HTC Touch Diamond Review
The first one of the two anticipated touch phones from HTC to be introduced this year is almost ready for prime time. The usual reviewers from WSJ and other media have played with it and written reviews. The HTC touch diamond phone has its own software running on top of windows mobile OS and so the interface hides most of the windows menus. According to this review HTC has made a good attempt of improving windows usability items but it falls short in comparison to iPhone, its main competitor. Ultimately the buyers will decide when the phone is in the market. This is at a time when growth in smart-phone sales has slowed, hurt by the weakening economy and slowing consumer demand.
Taiwan-based HTC started out in 1998 as a maker and designer of mobile devices for other companies. A year ago, HTC launched the first device under its own name in the U.S., and now, Sprint, AT&T and T-Mobile sell HTC-branded devices. The Diamond incorporates HTC software, as well as software from Sprint, MobiTV, TeleNav and others. But it isn’t a stretch to imagine HTC trying to create a fully end-to-end model (hardware and all software) in the future.
The Diamond has a touch screen, but it’s smaller than Apple’s iPhone — 2.8 versus 3.5 inches. This screen lacks the iPhone’s multitouch functionality, and its smaller size robs space used for touch gestures like flicking or scrolling with a finger. Yet like the iPhone, it relies solely on an on-screen keyboard for all text entries. Even with the Diamond’s stylus, the keyboard felt small and cramped. Using just your fingertips was next to impossible.
Despite its handsome TouchFLO 3D software and animated icons like photos that flip from one to the next with a flick of finger, this device failed to disguise the frustrating interface of Windows Mobile often enough for my taste.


PROBLEM STATEMENT: Each line of the data that includes the string "Calendar" is to be copied out.

------ STUDY MATERIAL

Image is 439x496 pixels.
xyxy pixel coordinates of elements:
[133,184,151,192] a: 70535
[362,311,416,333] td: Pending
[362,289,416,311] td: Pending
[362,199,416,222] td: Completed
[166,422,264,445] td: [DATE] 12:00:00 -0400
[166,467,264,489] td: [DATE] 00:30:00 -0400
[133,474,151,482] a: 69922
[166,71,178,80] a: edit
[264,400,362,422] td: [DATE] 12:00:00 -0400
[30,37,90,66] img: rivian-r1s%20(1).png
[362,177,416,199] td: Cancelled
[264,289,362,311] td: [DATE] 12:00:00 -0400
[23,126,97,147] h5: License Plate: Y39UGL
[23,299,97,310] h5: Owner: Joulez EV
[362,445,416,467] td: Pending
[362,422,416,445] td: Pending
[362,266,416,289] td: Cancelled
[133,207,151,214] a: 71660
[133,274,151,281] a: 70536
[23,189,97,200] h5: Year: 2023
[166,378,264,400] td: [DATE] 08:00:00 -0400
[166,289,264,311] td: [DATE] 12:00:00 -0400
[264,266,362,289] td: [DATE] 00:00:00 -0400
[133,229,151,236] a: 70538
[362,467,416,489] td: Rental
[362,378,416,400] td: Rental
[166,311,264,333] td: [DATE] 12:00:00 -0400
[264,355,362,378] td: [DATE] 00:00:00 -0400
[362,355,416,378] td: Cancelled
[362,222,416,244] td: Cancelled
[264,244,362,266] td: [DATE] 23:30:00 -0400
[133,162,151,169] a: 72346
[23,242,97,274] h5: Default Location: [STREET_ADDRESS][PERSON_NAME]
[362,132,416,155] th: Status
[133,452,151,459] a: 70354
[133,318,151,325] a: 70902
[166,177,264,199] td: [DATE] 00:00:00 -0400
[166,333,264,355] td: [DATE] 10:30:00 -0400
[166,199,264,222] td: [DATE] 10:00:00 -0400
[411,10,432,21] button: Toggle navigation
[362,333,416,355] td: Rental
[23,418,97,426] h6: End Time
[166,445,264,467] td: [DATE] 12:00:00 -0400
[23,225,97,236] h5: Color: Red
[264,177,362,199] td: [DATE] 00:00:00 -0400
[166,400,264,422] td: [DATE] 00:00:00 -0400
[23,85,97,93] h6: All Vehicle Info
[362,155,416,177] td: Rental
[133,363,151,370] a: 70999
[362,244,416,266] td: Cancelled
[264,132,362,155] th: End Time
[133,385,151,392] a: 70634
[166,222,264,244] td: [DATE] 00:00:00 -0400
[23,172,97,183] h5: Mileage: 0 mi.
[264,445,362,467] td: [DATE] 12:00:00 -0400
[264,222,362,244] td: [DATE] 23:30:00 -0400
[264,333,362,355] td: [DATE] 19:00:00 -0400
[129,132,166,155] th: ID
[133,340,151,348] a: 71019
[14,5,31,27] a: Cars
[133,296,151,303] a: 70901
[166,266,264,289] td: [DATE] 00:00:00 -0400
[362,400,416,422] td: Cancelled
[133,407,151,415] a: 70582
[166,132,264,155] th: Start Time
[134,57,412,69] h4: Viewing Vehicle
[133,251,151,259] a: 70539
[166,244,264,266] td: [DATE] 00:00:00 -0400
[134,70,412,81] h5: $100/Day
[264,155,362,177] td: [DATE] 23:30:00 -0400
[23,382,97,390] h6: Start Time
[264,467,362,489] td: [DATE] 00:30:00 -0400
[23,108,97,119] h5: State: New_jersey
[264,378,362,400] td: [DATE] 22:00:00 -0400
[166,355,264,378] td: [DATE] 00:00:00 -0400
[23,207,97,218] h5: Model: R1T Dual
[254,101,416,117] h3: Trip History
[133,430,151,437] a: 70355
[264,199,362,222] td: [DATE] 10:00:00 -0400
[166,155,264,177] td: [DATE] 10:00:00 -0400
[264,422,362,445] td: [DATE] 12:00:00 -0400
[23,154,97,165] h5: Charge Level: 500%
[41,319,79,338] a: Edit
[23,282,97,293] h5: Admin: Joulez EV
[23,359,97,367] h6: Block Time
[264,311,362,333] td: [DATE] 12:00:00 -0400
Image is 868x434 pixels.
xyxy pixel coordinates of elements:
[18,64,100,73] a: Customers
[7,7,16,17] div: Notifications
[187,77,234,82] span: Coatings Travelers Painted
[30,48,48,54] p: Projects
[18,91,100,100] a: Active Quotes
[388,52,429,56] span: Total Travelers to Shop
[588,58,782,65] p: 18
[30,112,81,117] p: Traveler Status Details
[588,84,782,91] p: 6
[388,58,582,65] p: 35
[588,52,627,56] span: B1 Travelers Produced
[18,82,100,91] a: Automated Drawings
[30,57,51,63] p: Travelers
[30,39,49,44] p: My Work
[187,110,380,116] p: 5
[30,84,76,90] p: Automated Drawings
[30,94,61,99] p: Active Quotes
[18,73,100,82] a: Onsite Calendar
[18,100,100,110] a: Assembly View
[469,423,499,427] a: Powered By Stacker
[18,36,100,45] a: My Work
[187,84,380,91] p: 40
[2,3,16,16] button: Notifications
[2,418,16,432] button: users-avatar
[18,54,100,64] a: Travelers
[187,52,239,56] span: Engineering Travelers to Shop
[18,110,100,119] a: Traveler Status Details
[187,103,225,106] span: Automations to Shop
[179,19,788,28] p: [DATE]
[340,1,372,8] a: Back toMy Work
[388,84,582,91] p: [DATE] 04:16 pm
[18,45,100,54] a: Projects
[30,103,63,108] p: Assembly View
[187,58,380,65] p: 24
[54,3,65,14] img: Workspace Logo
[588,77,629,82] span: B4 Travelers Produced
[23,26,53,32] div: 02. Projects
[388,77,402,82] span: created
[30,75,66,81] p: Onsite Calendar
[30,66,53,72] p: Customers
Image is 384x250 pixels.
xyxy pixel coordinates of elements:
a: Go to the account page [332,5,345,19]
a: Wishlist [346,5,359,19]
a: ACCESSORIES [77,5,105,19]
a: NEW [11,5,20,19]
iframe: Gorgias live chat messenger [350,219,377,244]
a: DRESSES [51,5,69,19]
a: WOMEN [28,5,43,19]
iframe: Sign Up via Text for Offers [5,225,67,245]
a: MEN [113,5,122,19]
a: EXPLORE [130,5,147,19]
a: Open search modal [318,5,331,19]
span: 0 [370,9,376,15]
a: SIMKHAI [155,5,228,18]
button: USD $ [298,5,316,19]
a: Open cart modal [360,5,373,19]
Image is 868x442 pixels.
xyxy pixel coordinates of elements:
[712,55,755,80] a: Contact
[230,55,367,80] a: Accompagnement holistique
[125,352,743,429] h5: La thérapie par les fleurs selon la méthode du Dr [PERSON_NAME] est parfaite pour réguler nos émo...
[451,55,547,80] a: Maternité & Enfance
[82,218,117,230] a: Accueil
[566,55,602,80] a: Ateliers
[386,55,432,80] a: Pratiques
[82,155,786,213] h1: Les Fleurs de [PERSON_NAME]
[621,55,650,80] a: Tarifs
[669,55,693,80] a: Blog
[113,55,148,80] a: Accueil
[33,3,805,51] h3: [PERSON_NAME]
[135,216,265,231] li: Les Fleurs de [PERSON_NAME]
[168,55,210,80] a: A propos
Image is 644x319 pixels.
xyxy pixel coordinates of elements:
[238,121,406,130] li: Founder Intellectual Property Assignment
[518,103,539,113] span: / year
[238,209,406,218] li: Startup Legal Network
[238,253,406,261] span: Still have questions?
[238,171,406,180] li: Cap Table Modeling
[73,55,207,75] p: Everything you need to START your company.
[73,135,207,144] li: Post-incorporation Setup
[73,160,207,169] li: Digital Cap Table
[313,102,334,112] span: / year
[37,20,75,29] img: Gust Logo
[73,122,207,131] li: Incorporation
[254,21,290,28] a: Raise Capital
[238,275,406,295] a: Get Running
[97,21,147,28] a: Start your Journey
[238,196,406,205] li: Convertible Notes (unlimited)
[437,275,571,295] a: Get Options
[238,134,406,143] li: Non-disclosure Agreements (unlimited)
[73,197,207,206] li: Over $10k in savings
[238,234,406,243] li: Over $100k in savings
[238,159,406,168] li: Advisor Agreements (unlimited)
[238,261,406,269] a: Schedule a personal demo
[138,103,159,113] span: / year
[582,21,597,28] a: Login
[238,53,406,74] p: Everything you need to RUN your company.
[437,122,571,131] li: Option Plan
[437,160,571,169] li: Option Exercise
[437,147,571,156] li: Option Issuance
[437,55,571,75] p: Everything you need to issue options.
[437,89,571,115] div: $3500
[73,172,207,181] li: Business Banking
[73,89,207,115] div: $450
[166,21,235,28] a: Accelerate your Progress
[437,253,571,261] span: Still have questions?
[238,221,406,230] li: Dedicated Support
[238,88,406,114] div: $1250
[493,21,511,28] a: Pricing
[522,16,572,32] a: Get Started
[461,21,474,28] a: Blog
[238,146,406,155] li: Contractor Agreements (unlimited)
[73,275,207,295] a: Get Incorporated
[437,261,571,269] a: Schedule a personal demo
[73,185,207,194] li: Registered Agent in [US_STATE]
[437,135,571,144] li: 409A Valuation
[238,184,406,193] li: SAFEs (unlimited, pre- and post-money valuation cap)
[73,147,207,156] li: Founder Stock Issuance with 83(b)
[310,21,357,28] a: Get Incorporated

------------

WORKED SOLUTION:
[18,73,100,82] a: Onsite Calendar
[30,75,66,81] p: Onsite Calendar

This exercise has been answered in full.